Though entertainment had devolved into an orchestrated play-act of real events, the majority of the country still considered themselves well-equipped to define what is real and what is facade. It is a given that though they felt capable, it had been almost a century since our people had walked under the clear blue Chumanash skies unfettered by suggestion, unmolested by advertisement. Once entertainment had grasped the illusory powers of facade our nation suffered the largest mass-social-transformation in centuries. Soon all that was desired was available from any convenient market, created and manufactured in some distant land by a people we would never look in the eye. Our televisions told us who we were, and whom our neighbors expected us to be (and the highest expectation being that a person sow envy in those same neighbors).

Los Angeles curried the favor of New York advertising powers and willfully played their role creating and perpetuating the facade, perfecting it past the wildest dreams of National Socialists, Maoists or their brethren cultists the Mormons and Scientologists (to note a few (very few) examples). The basin became theatre and with the ability to paint celluloid with traces of light, the facade moved into the third dimension and crouched like an emaciated cat before an empty dish. Though the nervous system of facade began on the banks of Manhattan, the phalanges, muscle, tendons and flesh of facade rose from Southern California soil.

The late-century development in Hollywood of the "reality" phenomenon proved too attractive a prospect for manipulators of lives to turn away from.

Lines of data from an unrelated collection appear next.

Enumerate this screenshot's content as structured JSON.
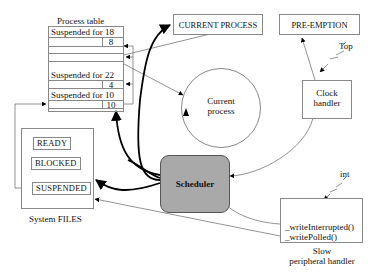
{
  "process_table": {
    "title": "Process table",
    "rows": [
      {
        "label": "Suspended for 18",
        "value": "8"
      },
      {
        "label": "",
        "value": ""
      },
      {
        "label": "Suspended for 22",
        "value": "4"
      },
      {
        "label": "Suspended for 10",
        "value": "10"
      }
    ]
  },
  "current_process_box": "CURRENT PROCESS",
  "preemption_box": "PRE-EMPTION",
  "current_process_circle": {
    "line1": "Current",
    "line2": "process"
  },
  "clock_handler": {
    "line1": "Clock",
    "line2": "handler",
    "signal": "Top"
  },
  "system_files": {
    "title": "System FILES",
    "states": [
      "READY",
      "BLOCKED",
      "SUSPENDED"
    ]
  },
  "scheduler": {
    "label": "Scheduler",
    "fill": "#a9a9a9"
  },
  "peripheral_handler": {
    "signal": "int",
    "functions": [
      "_writeInterrupted()",
      "_writePolled()"
    ],
    "caption_line1": "Slow",
    "caption_line2": "peripheral handler"
  }
}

The opening throes of "reality" were littered with just that...reality. Soon it became obvious that the allure of "reality" was strong enough to pull the viewer in but failed miserably to hold their attention. Alas, watching boring humans turned out to be...well, boring. Proportion leapt out of the window, it seemed, from facade's standpoint, the more "real" a portrayal, the less "real" it felt on-screen. The drama of damaged inter-personal relationships became the call of the day, and as soon as it had begun, this "revolution" in entertainment fell into the same tired tapeloop as its predecessors.

We are not, and will never again be, concerned with what is real. The optimum we must hope for is a recognition of the shared reality between each human being. Our unique Inter-Reality.